*** THE INPUT Section Begins ***

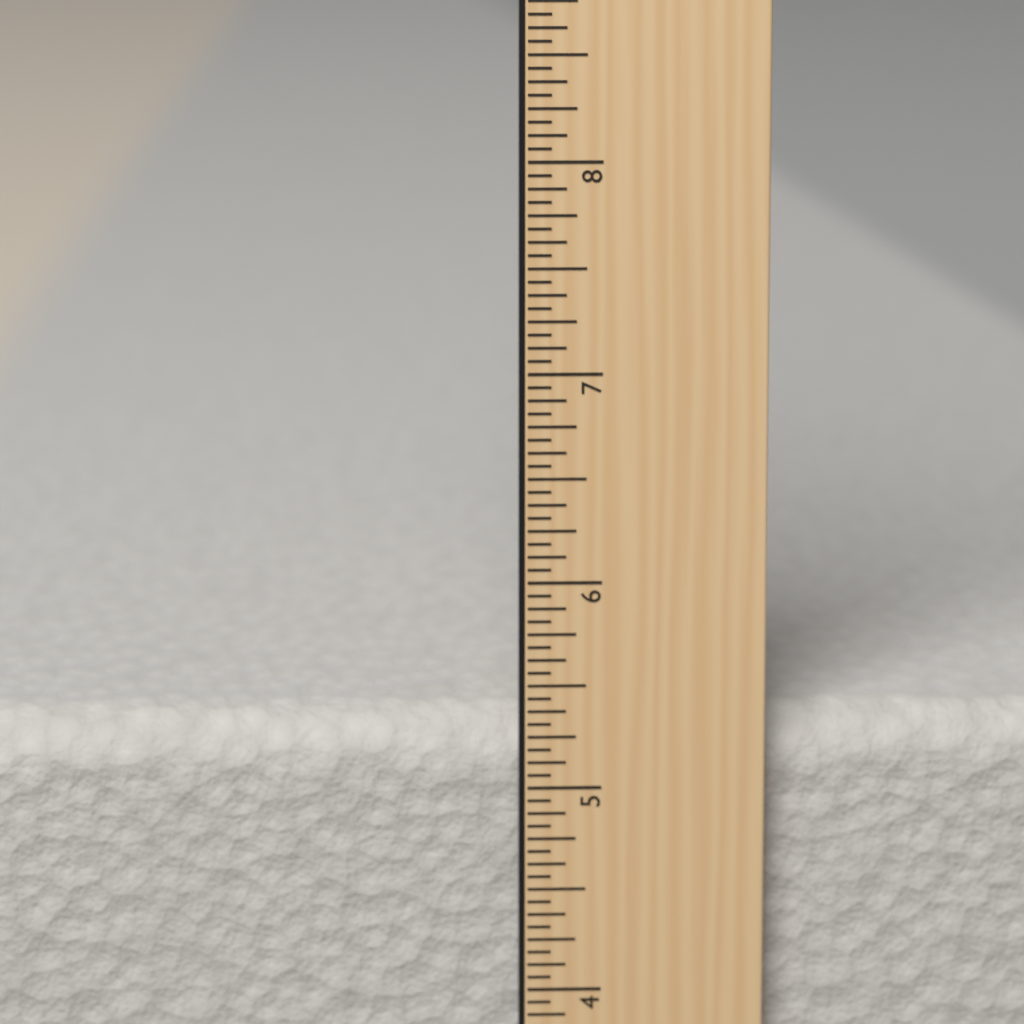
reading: 5.3125 in
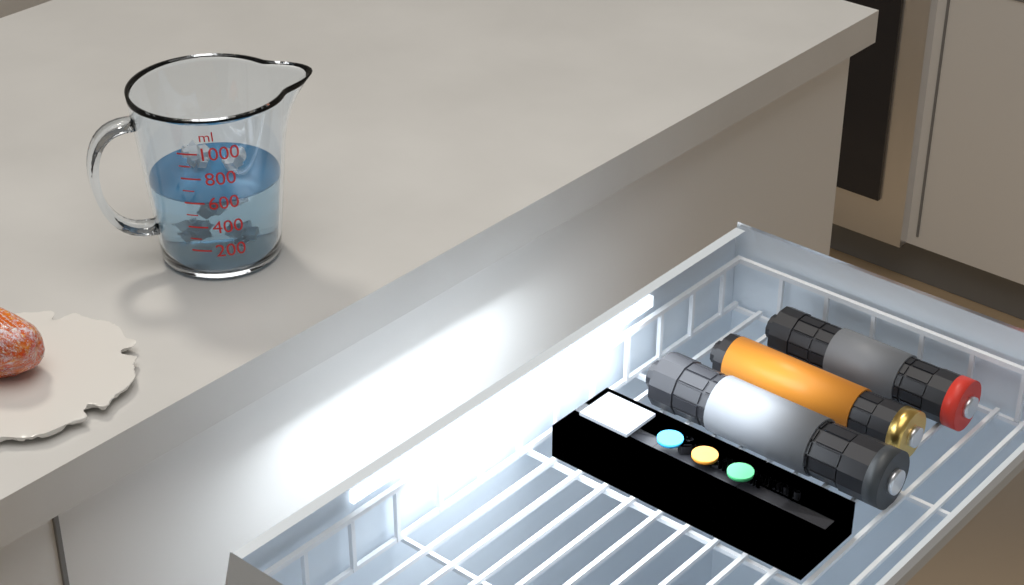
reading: 600 ml
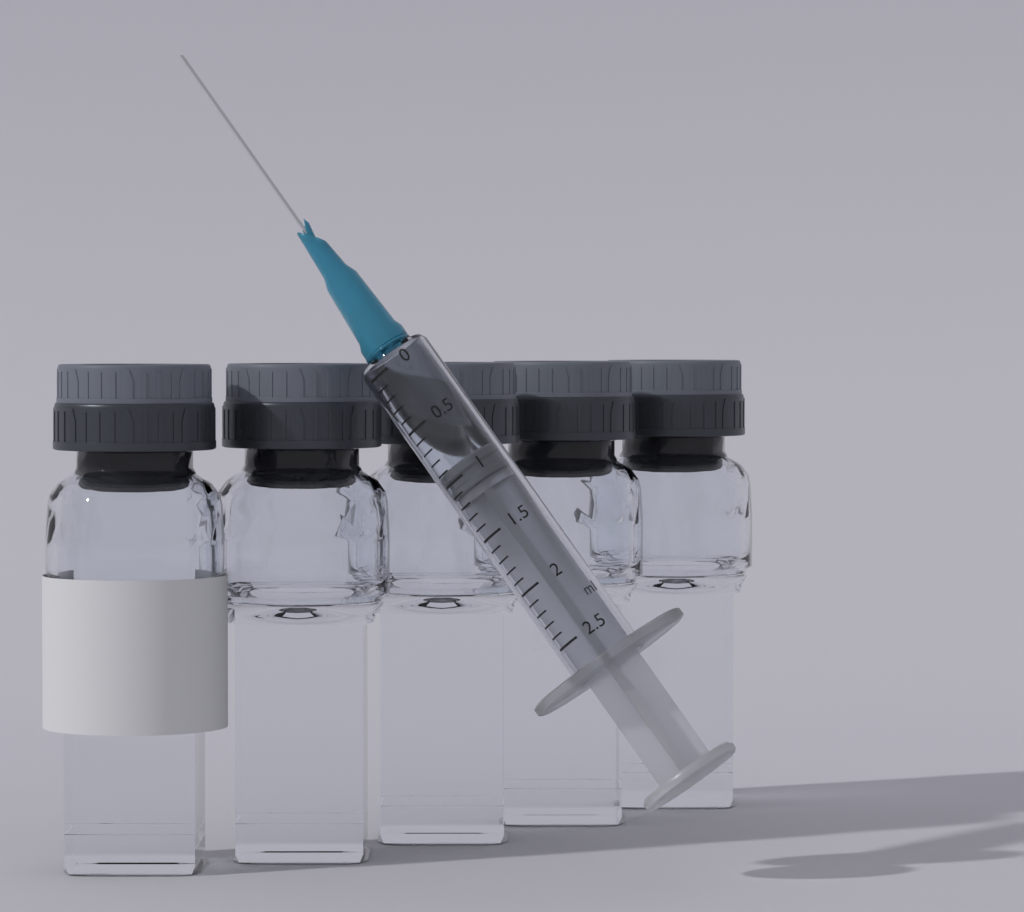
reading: 0.9 ml
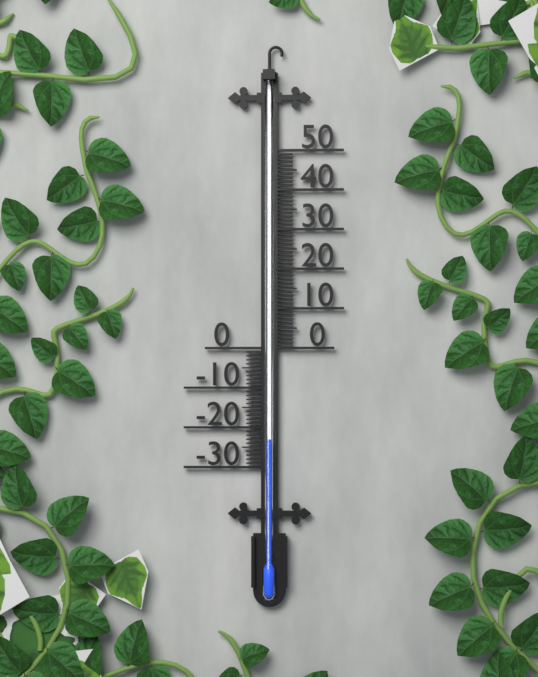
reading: -23 (no unit)
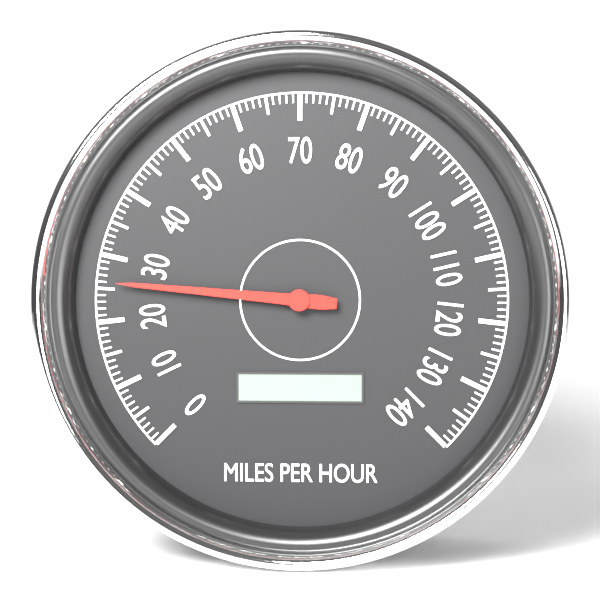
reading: 26 mph
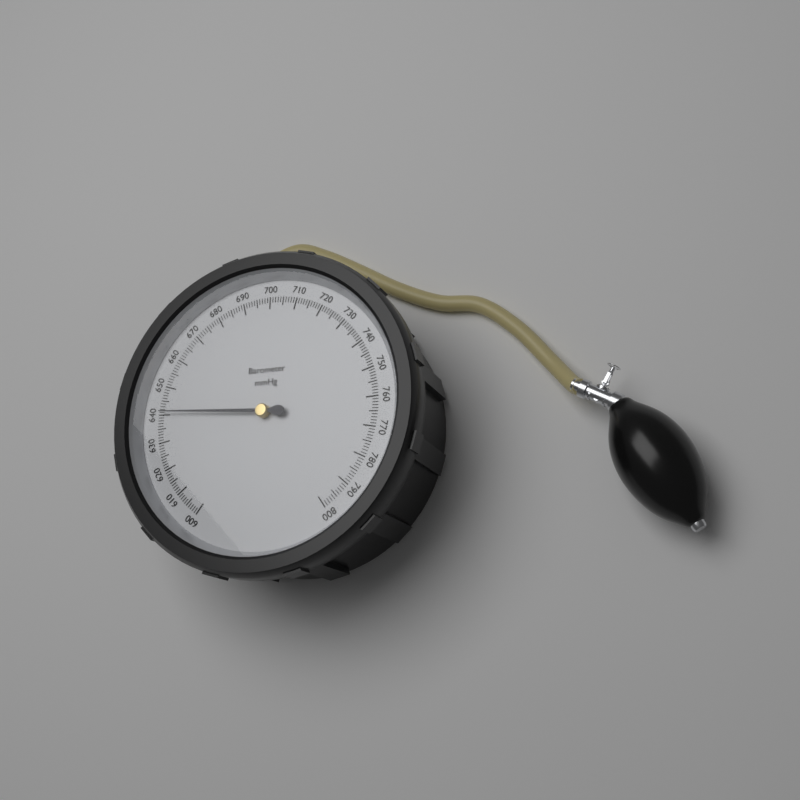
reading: 641 mmHg
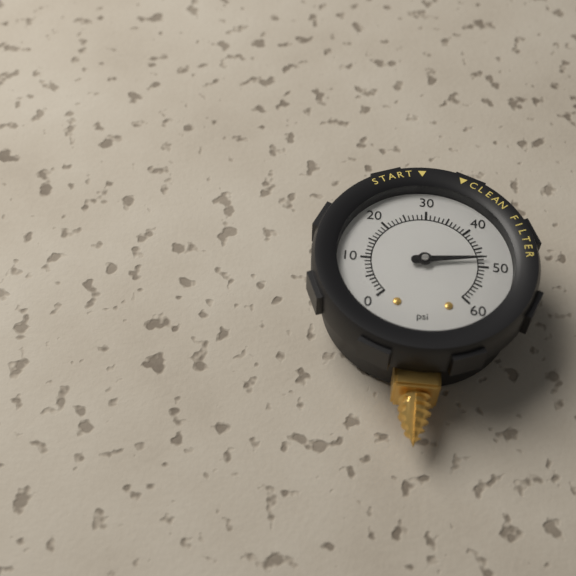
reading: 48 psi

*** THE INPUT Section Ends ***

ASSIGNED TASK
Please produce an exact copy of the listing, omitting the pictures.

PROBLEM SOLUTION
reading: 5.3125 in
reading: 600 ml
reading: 0.9 ml
reading: -23 (no unit)
reading: 26 mph
reading: 641 mmHg
reading: 48 psi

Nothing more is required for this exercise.